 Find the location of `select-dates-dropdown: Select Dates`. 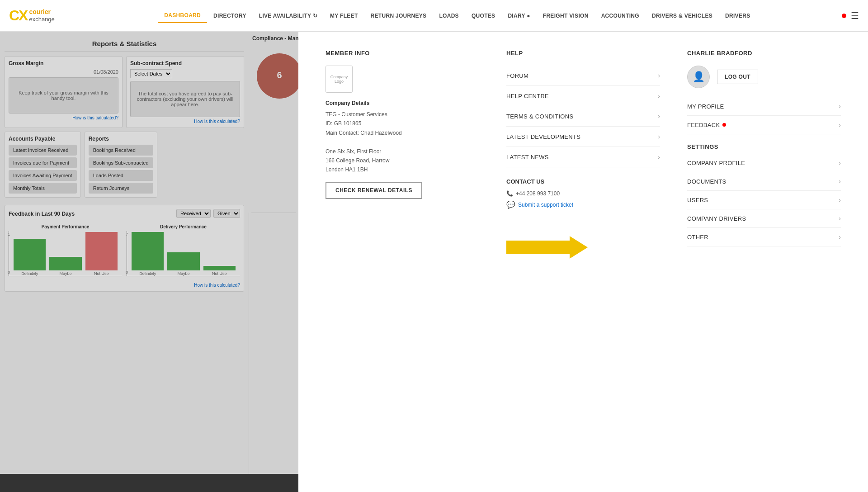

select-dates-dropdown: Select Dates is located at coordinates (151, 74).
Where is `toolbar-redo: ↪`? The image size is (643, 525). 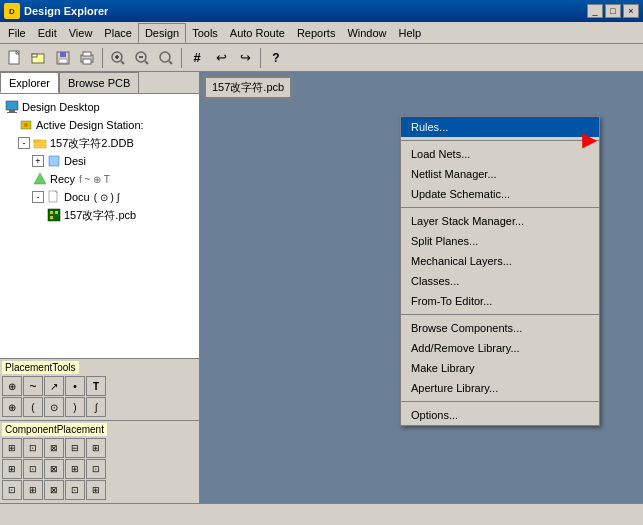
toolbar-redo: ↪ is located at coordinates (245, 58).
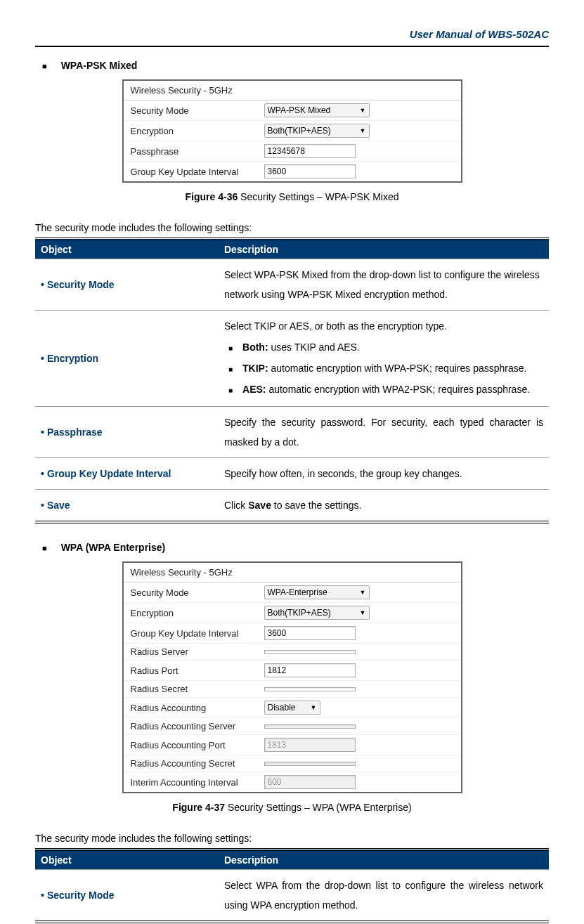 The height and width of the screenshot is (924, 584). I want to click on radius-acct-server-input, so click(310, 727).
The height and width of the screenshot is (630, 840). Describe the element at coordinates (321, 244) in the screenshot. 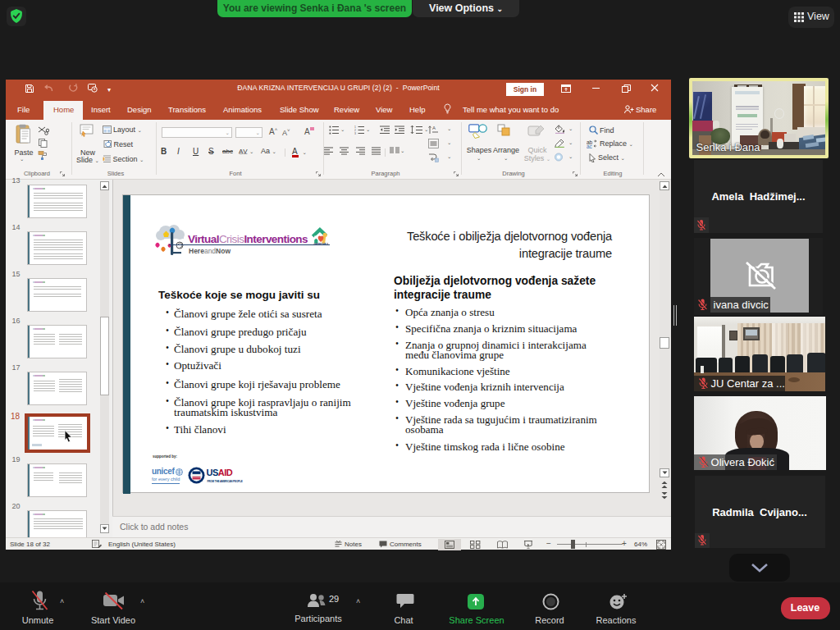

I see `svg-text: #HERE2HELP` at that location.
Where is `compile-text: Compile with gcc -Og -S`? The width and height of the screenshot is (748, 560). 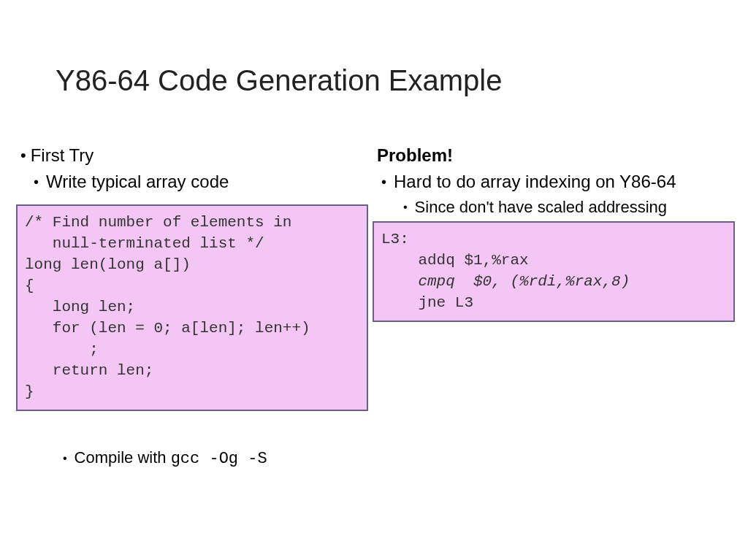
compile-text: Compile with gcc -Og -S is located at coordinates (171, 459).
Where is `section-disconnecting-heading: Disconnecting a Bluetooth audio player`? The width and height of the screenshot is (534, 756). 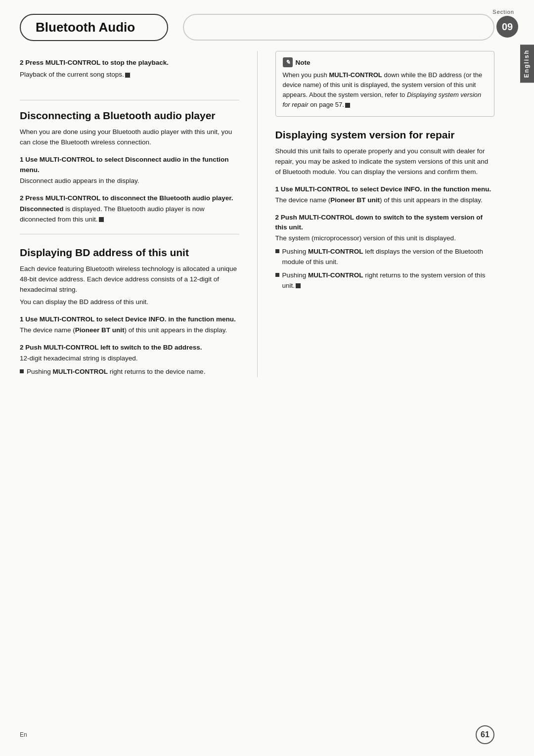
section-disconnecting-heading: Disconnecting a Bluetooth audio player is located at coordinates (130, 116).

=-=-=-=-=

Nothing but the lines from the line with "is (748, 560)." through the last line of the listing should be copied, exactly and with both ends kept. Leave pictures out.

__Your response__:
Where is `compile-text: Compile with gcc -Og -S`? The width and height of the screenshot is (748, 560). 
compile-text: Compile with gcc -Og -S is located at coordinates (171, 459).
Where is `section-disconnecting-heading: Disconnecting a Bluetooth audio player`? The width and height of the screenshot is (534, 756). 
section-disconnecting-heading: Disconnecting a Bluetooth audio player is located at coordinates (130, 116).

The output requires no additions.